Chronic Pain Is the Most Common Reason Adults Use Cannabis
Roughly 20% of US adults live with chronic pain (CDC), and surveys consistently show pain management is the most-cited reason patients turn to cannabis.
In 2017, the National Academies of Sciences review concluded the evidence that cannabinoids treat chronic pain in adults is "substantial" — the highest tier they assigned to any cannabis-related claim.
How Cannabinoids Work on Pain
Two main targets:
- CB1 receptors in the central nervous system — modulate pain signal at the brain
- CB2 receptors in immune tissue and peripheral nerves — modulate inflammation at the site
THC binds CB1 directly. CBD modulates the system indirectly and has its own anti-inflammatory pathway. The two work synergistically, which is why a balanced product (3:1 THC:CBD or similar) often outperforms isolate of either.
What Formats Work Best for Pain
Concentrates and live-resin extracts
Highest cannabinoid + terpene density per inhale.

⬆️100% LIVE RESIN SUGAR UNITS 🍯 and Minaj Extracts NEW DROP are full-spectrum extracts that retain the terpene profile of the source flower — caryophyllene in particular binds CB2 directly and shows up in the pain-relief literature.
Edibles for long-acting relief
Edibles take 30–90 minutes to onset but deliver 4–8 hours of effect — useful for people who wake up sore and want all-day coverage. LIITT EXOTICS THC 🔥 gummies are an entry-point format.
Indica-leaning flower for evening pain
For pain that interferes with sleep, indica-leaning cuts like PINK VERSACE INDOORS 💗💰 stack a body-relaxation effect on top of the analgesic effect.
What the Evidence Says by Pain Type
| Pain type | Cannabis evidence |
|---|---|
| Chronic neuropathic pain | Substantial — multiple RCTs |
| Cancer-related pain | Conclusive for CBD oral spray |
| Fibromyalgia | Moderate — anecdotally strong |
| Arthritis | Emerging for topical CBD |
| Post-surgical acute pain | Limited, opioid-sparing studies underway |
The Opioid Question
A growing literature (JAMA Internal Medicine, 2018) finds opioid prescribing rates drop in states after legalization. Cannabis isn't a complete replacement, but for many chronic-pain patients it's effective at lower-risk doses than opioids alone.
What to Try First
- Start with an edible at 5 mg in the evening to gauge baseline.
- Add a balanced flower like STRAWBERRY MAC 🍓 for daytime "as needed" use.
- Layer in a concentrate for breakthrough pain only.
- Track effect — same dose, same time, same product, written down.
Browse the [catalog](/) — flower, gummies, and concentrate are all on the menu.
This is educational, not medical advice. Talk to your physician before changing how you manage pain.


### WHAT IS BEING ASKED
Below is a listing. Copy each line of it that holds the word "axis".

*** Begin section ***

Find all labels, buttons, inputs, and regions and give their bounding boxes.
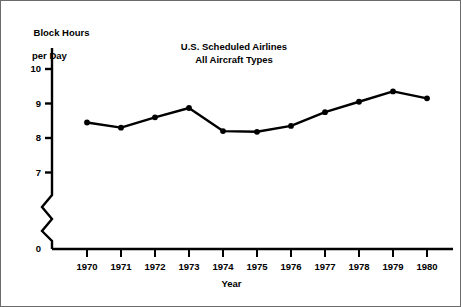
series-line-block-hours	[87, 91, 427, 131]
y-tick-label-0: 0	[15, 243, 41, 254]
data-point-1980	[424, 95, 430, 101]
data-point-1974	[220, 128, 226, 134]
data-point-1978	[356, 99, 362, 105]
x-tick-label-1980: 1980	[407, 261, 447, 272]
data-point-1975	[254, 129, 260, 135]
data-point-1972	[152, 114, 158, 120]
chart-screenshot: Block Hours per Day U.S. Scheduled Airli…	[0, 0, 461, 307]
y-tick-label-9: 9	[15, 98, 41, 109]
y-tick-label-7: 7	[15, 167, 41, 178]
y-tick-label-10: 10	[15, 63, 41, 74]
y-tick-label-8: 8	[15, 132, 41, 143]
x-axis-title: Year	[1, 278, 461, 290]
data-point-1970	[84, 120, 90, 126]
data-point-1973	[186, 105, 192, 111]
data-point-1977	[322, 109, 328, 115]
data-point-1979	[390, 89, 396, 95]
data-point-1976	[288, 123, 294, 129]
data-point-1971	[118, 125, 124, 131]
y-axis-break-zigzag-icon	[42, 190, 52, 249]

*** End section ***

### ANSWER SPACE
x-axis-title: Year	[1, 278, 461, 290]
y-axis-break-zigzag-icon	[42, 190, 52, 249]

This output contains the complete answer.